The cross-signal hint was used directly: after tempo trace <id>, the envelope agent saw "find logs → lgtm loki query '{traceID=\"<id>\"}' and used it to correlate traces with logs.
Task 3: GPU Metrics Discovery
| Metric | Raw | Envelope | Delta |
|---|---|---|---|
| CLI calls | 11 | 13 | +18% |
| Failed calls | 1 | 3 | +2 |
| Output tokens | 131,849,807 | 13,397,202 | -90% |
| Duration (ms) | 25,505 | 9,108 | -64% |
| Agent tool uses | 13 | 16 | +23% |
Hints didn't help here — both agents needed to figure out PromQL patterns like {__name__=~".*DCGM.*"} which is domain knowledge, not CLI discoverability. The envelope agent actually made more calls and had more failures. The token reduction is entirely because the raw agent ran prom series with a broad regex returning 500MB of JSON.
What Worked
Contextual hints reduce --help calls. The raw agents consistently called --help on subcommands before using them. The envelope agents skipped this because hints after each command showed what to do next with concrete syntax.
Cross-signal hints are the killer feature. The tempo trace → loki query hint let the envelope agent correlate traces with logs without figuring out the relationship between backends. This is exactly AXI's "combined operations" principle — not literally combining commands, but showing the agent the logical next step across signal types.
Error reduction matters more than token savings. Going from 10 to 2 failed calls (Task 2) saved more real time than any output size reduction, because each failure triggers retry loops and --help lookups.
What Didn't Work
Hints can't teach domain expertise. PromQL, LogQL, and TraceQL patterns need to be known upfront. Hints like "query metric → lgtm prom query '<metric_name>'" don't help when the agent doesn't know which metric name to use. A prom suggest command that returns common queries for discovered metrics would help more.
Output truncation is the missing piece. The single biggest token cost across all experiments was dumping massive API responses — 500MB from prom series, multi-MB trace payloads. Our AXI changes didn't address this. Adding auto-truncation with size hints (the AXI "content truncation" principle) would have the highest impact per line of code.
Envelope overhead on small responses. For quick commands like labels or label-values, the envelope and hints add ~30% more tokens to already-small responses. The hints are most valuable on responses where the agent doesn't know what to do next — for simple list/get commands, they're just noise.

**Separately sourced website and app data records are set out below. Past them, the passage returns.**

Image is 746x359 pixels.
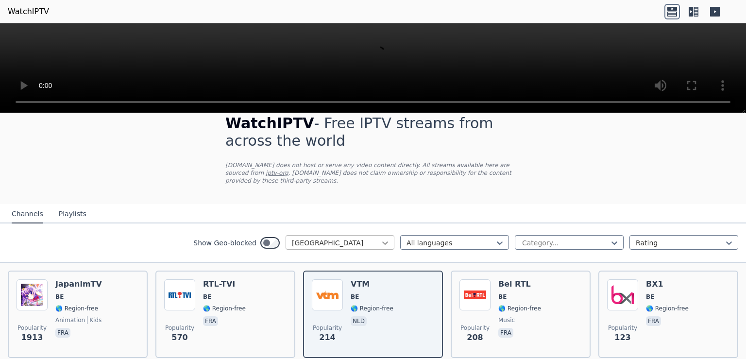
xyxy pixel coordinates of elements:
[608,324,637,332] span: Popularity
[21,332,43,344] span: 1913
[351,279,394,289] h6: VTM
[164,279,195,310] img: RTL-TVI
[203,293,211,301] span: BE
[165,324,194,332] span: Popularity
[55,293,64,301] span: BE
[498,293,507,301] span: BE
[225,115,314,132] span: WatchIPTV
[461,324,490,332] span: Popularity
[498,316,515,324] span: music
[460,279,491,310] img: Bel RTL
[498,279,541,289] h6: Bel RTL
[607,279,638,310] img: BX1
[172,332,188,344] span: 570
[55,316,85,324] span: animation
[225,161,521,185] p: [DOMAIN_NAME] does not host or serve any video content directly. All streams available here are s...
[646,305,689,312] span: 🌎 Region-free
[313,324,342,332] span: Popularity
[17,279,48,310] img: JapanimTV
[319,332,335,344] span: 214
[203,305,246,312] span: 🌎 Region-free
[266,170,289,176] a: iptv-org
[17,324,47,332] span: Popularity
[351,316,367,326] p: nld
[55,279,102,289] h6: JapanimTV
[646,316,661,326] p: fra
[312,279,343,310] img: VTM
[615,332,631,344] span: 123
[351,305,394,312] span: 🌎 Region-free
[12,205,43,223] button: Channels
[8,6,49,17] a: WatchIPTV
[55,305,98,312] span: 🌎 Region-free
[351,293,359,301] span: BE
[646,279,689,289] h6: BX1
[225,115,521,150] h1: - Free IPTV streams from across the world
[498,328,514,338] p: fra
[59,205,86,223] button: Playlists
[193,238,257,248] label: Show Geo-blocked
[203,316,218,326] p: fra
[87,316,102,324] span: kids
[646,293,654,301] span: BE
[498,305,541,312] span: 🌎 Region-free
[203,279,246,289] h6: RTL-TVI
[467,332,483,344] span: 208
[55,328,70,338] p: fra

TOON format doesn't help for observability CLIs. AXI recommends Token-Optimized Object Notation (dropping JSON braces/quotes/commas for ~40% savings), but for Prometheus/Loki/Tempo the format isn't the bottleneck — the query is. In our experiments, prom query 'DCGM_FI_DEV_GPU_UTIL' returned 250K tokens (1120 individual GPU values), while prom query 'avg by (cluster) (DCGM_FI_DEV_GPU_UTIL)' returned 500 tokens — a 500x reduction from better PromQL, not a format change. TOON's 40% savings on 250K tokens would save ~100K, but the agent shouldn't be requesting 1120 raw values in the first place. TOON makes more sense for tools without server-side aggregation (GitHub issues, browser DOM snapshots). Observability backends have powerful query languages — teach the agent to use them.
Next Steps
- Content truncation — Auto-truncate responses over N tokens in envelope mode with
"(truncated, showing 50 of 1120 results — use --limit to control)". This would address the biggest cost driver. - Domain-specific suggestions — After
prom labels, suggest common PromQL patterns for discovered metrics (e.g., ifDCGM_*metrics exist, suggest GPU monitoring queries). - Adaptive hints — Only include hints when the response is ambiguous or the agent likely needs guidance. Skip hints on terminal commands like
silence-deletewhere there's an obvious single next action. - Run at scale — These experiments are n=1. Running 10+ iterations per task with different models would give statistical significance.